NPV takes into account each and every relevant cash flow from the project from the
inception of the project to end of the project. Unlike payback and discounted payback
which ignores the cash flows after the payback period.
 NPV uses cash flow but not a profit which can be influenced changes in accounting
policies. Cash flow can be difficult be manipulated by the subjective selection of
accounting policies.
 Moreover, NPV takes into consideration of risk. NPV uses the discounted cash flow
techniques by discounting all the cash flows to reflect the present value cash flows of
the project. Discount rates are used in calculating NPV; the risk of undertaking the
project (Business risk, financial risk, operating risk) gets factored into this method.
 Unlike IRR, using NPV makes sense because it does not assume that the cash flows
will be reinvested at IRR which is almost impossible. Reinvesting the cash flows at
IRR would mean you are investing back the cash flows from your project into the
market at the equivalent rate as that of your project’s rate of return. You need to find
another investment yielding same as your project for the reinvestment. Well, that’s
really difficult.
In conclusion NPV is good measure of profit, which helps to determine the amount of
return likely to be generated from the project. If you wish to choose one single project
from amongst many then NPV will be a good measure of profitability.

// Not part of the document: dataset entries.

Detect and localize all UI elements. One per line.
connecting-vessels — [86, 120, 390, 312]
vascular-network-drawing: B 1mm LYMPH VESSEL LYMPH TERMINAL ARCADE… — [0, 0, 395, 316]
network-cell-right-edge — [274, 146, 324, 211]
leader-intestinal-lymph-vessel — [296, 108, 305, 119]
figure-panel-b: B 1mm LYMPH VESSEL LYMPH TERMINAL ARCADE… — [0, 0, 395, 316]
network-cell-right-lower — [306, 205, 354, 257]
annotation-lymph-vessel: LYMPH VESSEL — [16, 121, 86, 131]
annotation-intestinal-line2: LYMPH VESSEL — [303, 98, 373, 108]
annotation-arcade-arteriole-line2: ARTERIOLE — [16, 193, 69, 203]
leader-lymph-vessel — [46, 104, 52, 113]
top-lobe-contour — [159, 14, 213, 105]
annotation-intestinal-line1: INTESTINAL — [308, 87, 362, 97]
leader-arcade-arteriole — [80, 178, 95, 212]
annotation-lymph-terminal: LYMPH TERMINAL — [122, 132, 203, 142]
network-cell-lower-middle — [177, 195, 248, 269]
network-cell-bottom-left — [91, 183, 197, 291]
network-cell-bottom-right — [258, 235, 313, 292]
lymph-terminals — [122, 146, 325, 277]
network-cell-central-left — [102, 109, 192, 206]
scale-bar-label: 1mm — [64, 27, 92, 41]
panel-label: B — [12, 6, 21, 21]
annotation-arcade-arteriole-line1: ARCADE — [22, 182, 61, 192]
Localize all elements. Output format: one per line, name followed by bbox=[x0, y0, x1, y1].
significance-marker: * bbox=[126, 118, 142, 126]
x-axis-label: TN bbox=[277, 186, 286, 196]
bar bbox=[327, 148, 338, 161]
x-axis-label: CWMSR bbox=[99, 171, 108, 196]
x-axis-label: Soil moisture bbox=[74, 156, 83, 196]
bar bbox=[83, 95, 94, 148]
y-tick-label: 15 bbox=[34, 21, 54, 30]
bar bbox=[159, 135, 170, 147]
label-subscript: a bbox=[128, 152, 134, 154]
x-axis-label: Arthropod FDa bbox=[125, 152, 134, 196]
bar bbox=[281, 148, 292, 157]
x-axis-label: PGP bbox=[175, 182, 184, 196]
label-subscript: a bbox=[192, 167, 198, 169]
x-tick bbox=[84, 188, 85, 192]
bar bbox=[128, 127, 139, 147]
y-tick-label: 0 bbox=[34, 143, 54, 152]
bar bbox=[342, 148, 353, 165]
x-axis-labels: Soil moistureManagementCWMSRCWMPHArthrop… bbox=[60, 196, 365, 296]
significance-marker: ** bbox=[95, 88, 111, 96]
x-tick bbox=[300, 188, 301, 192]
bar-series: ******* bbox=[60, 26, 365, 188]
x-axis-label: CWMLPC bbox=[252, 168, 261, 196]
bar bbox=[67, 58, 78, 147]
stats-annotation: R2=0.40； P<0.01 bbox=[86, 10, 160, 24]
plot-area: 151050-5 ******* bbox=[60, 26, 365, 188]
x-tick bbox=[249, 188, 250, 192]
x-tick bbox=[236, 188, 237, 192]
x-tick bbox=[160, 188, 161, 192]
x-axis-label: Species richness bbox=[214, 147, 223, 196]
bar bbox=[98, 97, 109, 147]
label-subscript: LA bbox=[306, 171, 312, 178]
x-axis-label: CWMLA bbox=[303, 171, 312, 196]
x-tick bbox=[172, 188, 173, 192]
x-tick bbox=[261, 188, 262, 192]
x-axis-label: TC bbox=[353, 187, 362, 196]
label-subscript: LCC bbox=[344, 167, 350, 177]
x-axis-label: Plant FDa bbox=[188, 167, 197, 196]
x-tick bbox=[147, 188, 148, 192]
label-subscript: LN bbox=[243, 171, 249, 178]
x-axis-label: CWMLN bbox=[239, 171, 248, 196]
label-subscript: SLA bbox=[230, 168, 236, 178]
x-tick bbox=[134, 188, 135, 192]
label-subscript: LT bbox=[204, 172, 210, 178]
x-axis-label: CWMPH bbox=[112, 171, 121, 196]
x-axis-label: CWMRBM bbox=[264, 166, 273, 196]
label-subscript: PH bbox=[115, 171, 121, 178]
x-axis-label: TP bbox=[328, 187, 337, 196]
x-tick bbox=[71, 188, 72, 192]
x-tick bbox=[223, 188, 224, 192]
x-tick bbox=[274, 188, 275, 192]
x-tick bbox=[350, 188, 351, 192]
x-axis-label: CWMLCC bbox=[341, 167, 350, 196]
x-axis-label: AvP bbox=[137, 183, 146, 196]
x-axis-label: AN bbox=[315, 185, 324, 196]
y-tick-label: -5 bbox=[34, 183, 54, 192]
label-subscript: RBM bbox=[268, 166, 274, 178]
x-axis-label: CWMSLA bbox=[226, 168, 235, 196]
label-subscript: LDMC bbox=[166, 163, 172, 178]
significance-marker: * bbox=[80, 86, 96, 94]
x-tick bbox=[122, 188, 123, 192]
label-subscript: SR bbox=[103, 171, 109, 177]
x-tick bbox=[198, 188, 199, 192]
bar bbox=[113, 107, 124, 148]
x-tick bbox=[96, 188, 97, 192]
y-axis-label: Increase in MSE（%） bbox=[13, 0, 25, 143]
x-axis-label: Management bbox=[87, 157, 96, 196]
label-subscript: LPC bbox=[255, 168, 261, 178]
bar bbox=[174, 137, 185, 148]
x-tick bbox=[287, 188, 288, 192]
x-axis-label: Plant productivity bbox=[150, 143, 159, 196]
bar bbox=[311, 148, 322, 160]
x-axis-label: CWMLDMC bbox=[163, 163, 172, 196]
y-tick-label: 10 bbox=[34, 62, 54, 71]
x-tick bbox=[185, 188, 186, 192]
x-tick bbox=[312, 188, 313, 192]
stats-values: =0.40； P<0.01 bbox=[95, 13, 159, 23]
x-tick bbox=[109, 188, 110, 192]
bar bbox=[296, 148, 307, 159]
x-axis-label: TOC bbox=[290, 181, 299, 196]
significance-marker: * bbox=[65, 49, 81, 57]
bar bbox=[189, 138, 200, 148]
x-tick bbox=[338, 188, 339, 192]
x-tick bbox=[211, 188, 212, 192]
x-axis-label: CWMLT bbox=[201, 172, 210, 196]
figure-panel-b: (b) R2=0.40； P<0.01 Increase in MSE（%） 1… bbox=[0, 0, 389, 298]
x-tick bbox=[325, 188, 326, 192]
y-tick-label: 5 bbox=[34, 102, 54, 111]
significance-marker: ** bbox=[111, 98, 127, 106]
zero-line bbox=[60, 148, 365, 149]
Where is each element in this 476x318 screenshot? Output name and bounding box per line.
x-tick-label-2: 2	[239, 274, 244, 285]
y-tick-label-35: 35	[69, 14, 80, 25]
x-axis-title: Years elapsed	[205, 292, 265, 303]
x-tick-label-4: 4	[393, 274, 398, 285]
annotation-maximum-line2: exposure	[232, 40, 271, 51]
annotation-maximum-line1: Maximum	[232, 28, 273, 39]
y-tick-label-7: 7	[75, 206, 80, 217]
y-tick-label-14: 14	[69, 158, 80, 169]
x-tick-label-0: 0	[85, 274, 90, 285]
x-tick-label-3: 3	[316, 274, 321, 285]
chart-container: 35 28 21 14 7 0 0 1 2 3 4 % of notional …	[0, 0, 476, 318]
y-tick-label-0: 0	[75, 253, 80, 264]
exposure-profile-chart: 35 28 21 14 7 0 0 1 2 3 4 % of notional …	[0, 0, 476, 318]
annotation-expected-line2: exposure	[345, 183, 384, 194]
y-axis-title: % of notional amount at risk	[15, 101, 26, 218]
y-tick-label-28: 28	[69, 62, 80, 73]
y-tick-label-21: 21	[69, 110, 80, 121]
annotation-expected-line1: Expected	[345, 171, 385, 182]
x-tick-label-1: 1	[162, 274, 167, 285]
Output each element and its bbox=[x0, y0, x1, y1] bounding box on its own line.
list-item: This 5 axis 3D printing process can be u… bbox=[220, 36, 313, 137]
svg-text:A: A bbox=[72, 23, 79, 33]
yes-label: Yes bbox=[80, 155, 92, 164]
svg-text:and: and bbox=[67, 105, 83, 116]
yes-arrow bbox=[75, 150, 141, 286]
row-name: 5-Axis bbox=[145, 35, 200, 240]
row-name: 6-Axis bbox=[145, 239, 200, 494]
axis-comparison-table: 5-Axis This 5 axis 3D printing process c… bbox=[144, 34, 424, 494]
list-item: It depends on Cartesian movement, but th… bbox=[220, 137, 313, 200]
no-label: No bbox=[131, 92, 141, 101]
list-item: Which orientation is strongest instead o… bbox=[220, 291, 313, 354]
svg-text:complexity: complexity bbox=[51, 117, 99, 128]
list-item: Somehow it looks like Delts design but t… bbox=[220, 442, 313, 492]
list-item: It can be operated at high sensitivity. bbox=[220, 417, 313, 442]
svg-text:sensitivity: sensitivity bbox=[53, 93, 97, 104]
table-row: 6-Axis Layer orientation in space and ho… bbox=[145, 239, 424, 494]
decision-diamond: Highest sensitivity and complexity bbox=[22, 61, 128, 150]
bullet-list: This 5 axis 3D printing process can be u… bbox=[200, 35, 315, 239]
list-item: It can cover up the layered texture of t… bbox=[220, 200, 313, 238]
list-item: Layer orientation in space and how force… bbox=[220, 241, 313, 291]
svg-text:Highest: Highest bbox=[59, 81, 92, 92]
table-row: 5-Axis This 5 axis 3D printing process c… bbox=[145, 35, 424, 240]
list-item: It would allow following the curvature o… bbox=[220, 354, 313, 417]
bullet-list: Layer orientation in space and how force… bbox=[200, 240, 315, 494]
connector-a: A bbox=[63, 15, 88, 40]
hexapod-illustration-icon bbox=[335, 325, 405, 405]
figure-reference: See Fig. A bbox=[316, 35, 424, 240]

If you use IRR for
mutually exclusive projects you might end up selecting small projects with higher IRR
and of a short-term nature at the expense of long-term (long-term value creation is good
for shareholders) and higher NPV projects.
Please note that!!!
‘All cash flows are occurred at the end of each year except otherwise stated’

Disadvantages of NPV
 It assumes that the cost of capital (discount factor) will remain the same over the
project life which may vary over the project life in reality.
 Cash flows are estimated which may be different from the actual cash flow if the
project is accepted.
 The cost of capital normally used in discounting the cashflows is based on
estimation (guesswork) which may not the same as the actual cost of capital.
 NPV ignores the sunk cost in the calculation of the cash flows which could have
significant impact on the acceptance and the actual return.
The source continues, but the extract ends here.